WikiLeaks publisher Julian Assange has vehemently denied that he ever met Donald Trump’s former campaign manager, according to journalist and filmmaker John Pilger, who met with Assange at Ecuador’s embassy in London last week.
Pilger said Assange told him the story published by The Guardian on Nov. 27 was a “total fabrication.”
Pilger told Consortium News in an interview for the Unity4J vigil on Friday that “I personally can confirm that did not happen. He said it was a fabrication. It was not possible. The way internal security works at that embassy, it was not possible.”
Pilger called The Guardian story “an indication of a kind of degradation of the media today and especially of the ‘respectable’ media. We discussed that a great deal.”
Pilger said Assange had been the target of attacks “over the years” that have come “thick and fast.” He said: “And for one man to cope with them is an extraordinary feat. Only occasionally does he express anger—he does it as anyone of us would feel—say on an attack like The Guardian‘s utterly false story.”
First Visit Since March
Pilger had not visited Assange since before March, when the Ecuadorian government imposed a ban on his internet and phone connection, and limited visitors to his lawyers and family members.
Pilger’s impression on seeing him again is that Assange has lost no sharpness of mind after more than six years confined to a small space in the embassy, and now nine months cut off from the outside world.
“He’s in very good spirits,” Pilger said. “The extraordinary resilience of this man is something to behold. In his own personality, intellectually he is Julian.”
“I can’t say what he’s feeling. His health is probably holding steady but he urgently needs comprehensive diagnostic work done,” said Pilger.
“But people should know that Julian’s spirits, his whole sense of ‘to hell with them,’ and his own resolve to stand up to those who would want to do a great injustice to him is undiminished,” he said. “He’s not leaving, they will have to throw him out. He’s not going anywhere.”
The United States government has admitted that it has indicted Assange for publishing classified documents that revealed apparent U.S. war crimes and corruption. Assange fears that if he leaves the embassy British authorities would arrest him on bail skipping charges and then extradite him to the U.S. for prosecution.
Touchstone of Opposition
Pilger said The Guardian story was the best example he could think of that expresses today’s Cold War. “I’ve never known it to be as explicit as it is now. And that fabricated Guardian story … is an example of that.”
He said: “In the first Cold War there was an opposition in those days. There isn’t a popular opposition now. The so-called liberal opposition is so confused, so disorientated, and so, almost wretched, in its uncertainty of its true allegiances, in its collusion, that there isn’t a major anti-war movement.”
“In many ways, Julian is a touchstone for opposition to so much of what is happening in our world. Of all the cases that illustrate resistance to that, there is none like that of Julian Assange.
“And he needs public, popular support. He needs people to go into the street outside the embassy. To go in the streets all over the world, as they have done in the past,” Pilger said.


WORK ITEM: Since the pictures are not wanted, copy only the text of every record exactly.

[Saved entries]
┌──

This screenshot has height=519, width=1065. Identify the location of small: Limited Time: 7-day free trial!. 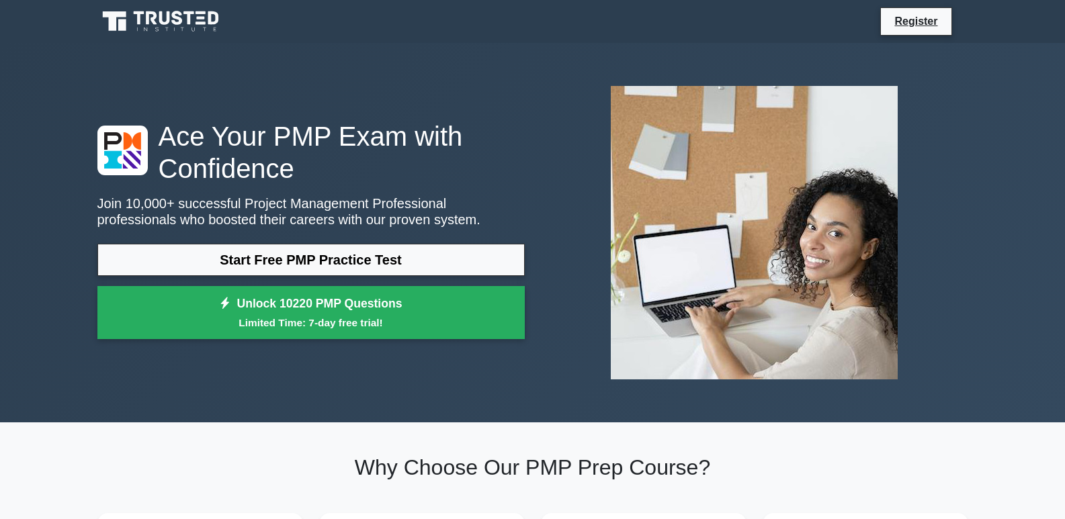
(311, 322).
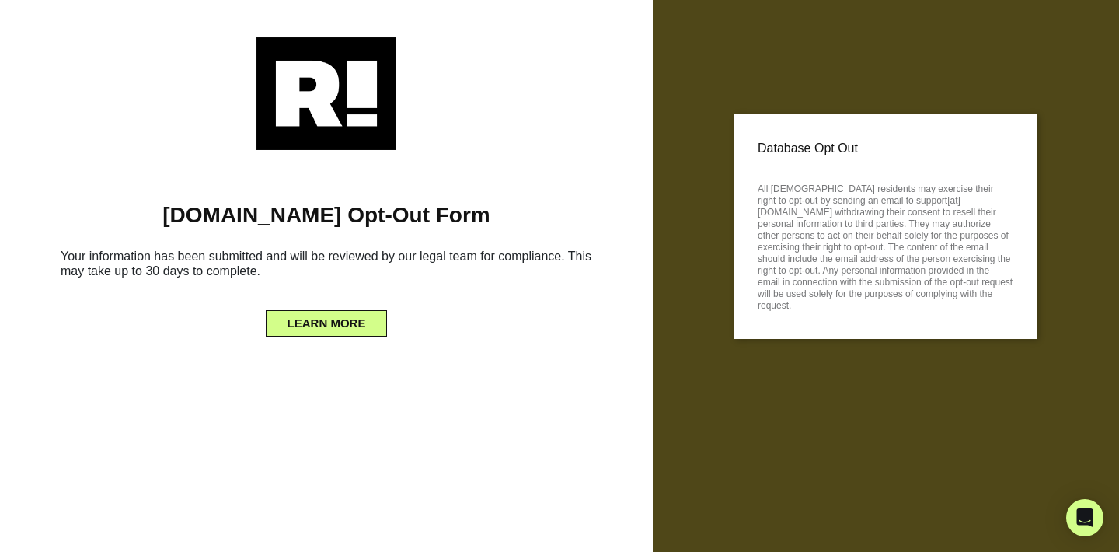 This screenshot has width=1119, height=552. Describe the element at coordinates (326, 267) in the screenshot. I see `h6: Your information has been submitted and will be reviewed by our legal team for compliance. This m...` at that location.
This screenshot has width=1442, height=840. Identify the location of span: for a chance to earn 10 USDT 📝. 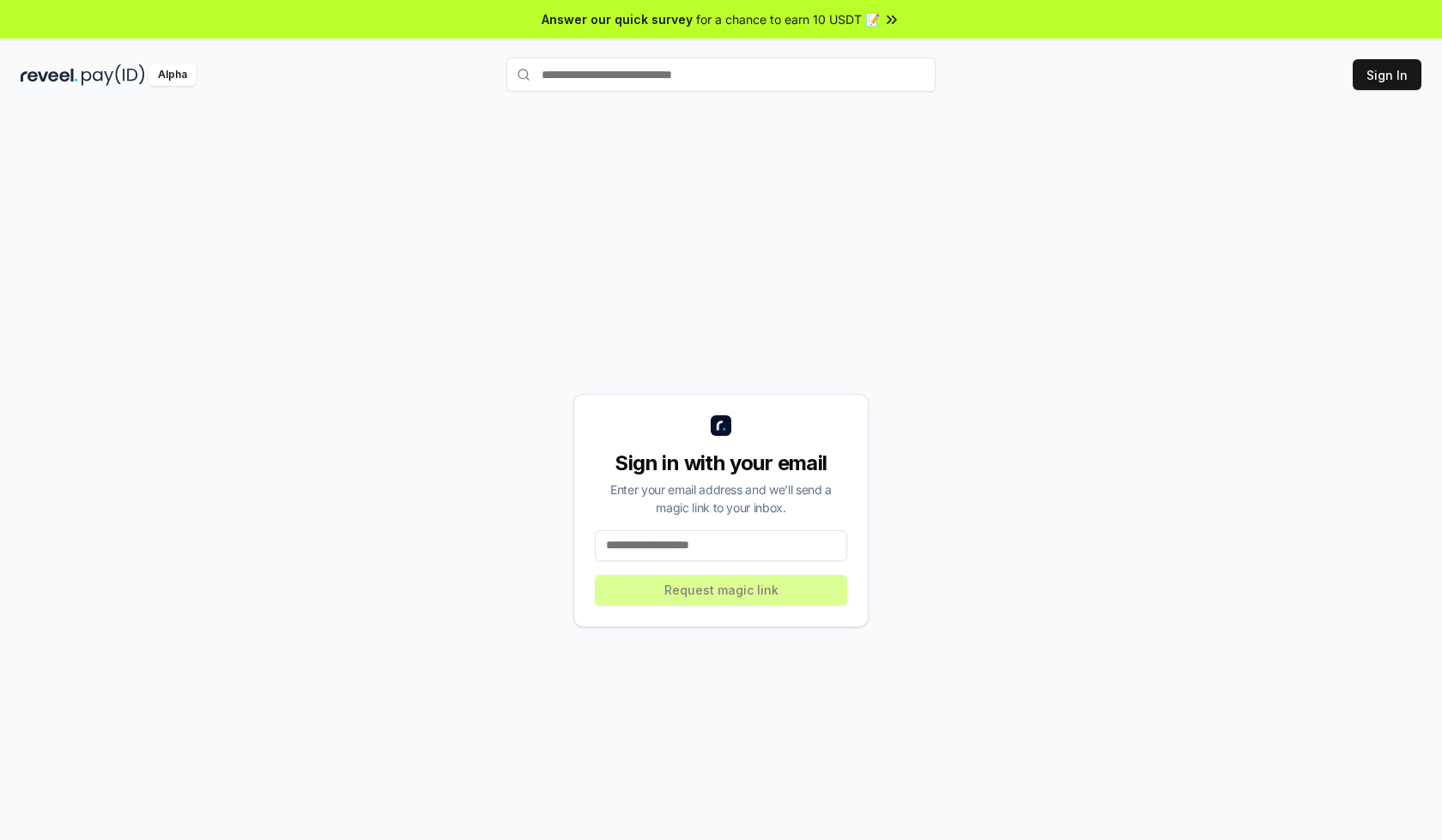
(788, 19).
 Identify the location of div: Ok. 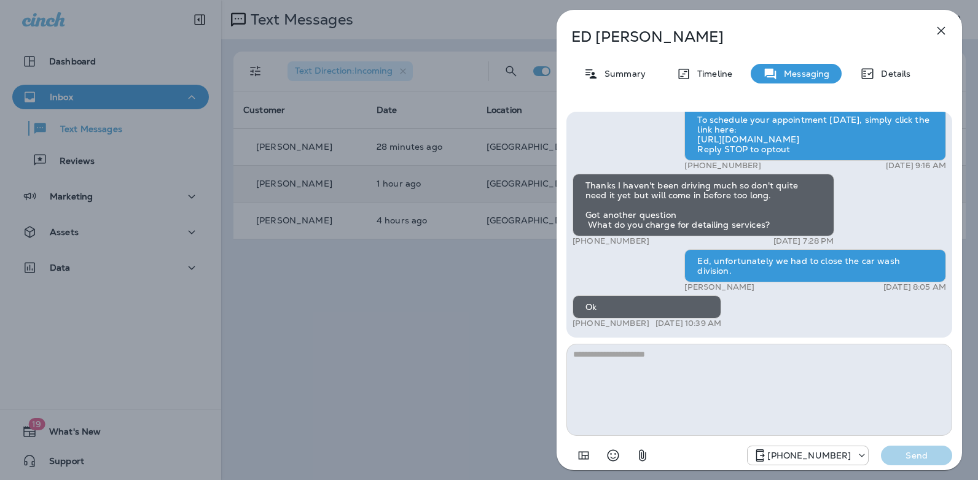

└──

YOUR RESPONSE:
This screenshot has height=519, width=1065. Identify the location of small: Limited Time: 7-day free trial!. 
(311, 322).
 This screenshot has width=1119, height=552. Describe the element at coordinates (326, 267) in the screenshot. I see `h6: Your information has been submitted and will be reviewed by our legal team for compliance. This m...` at that location.
This screenshot has width=1442, height=840. Identify the location of span: for a chance to earn 10 USDT 📝. 
(788, 19).
 Identify the location of div: Ok. 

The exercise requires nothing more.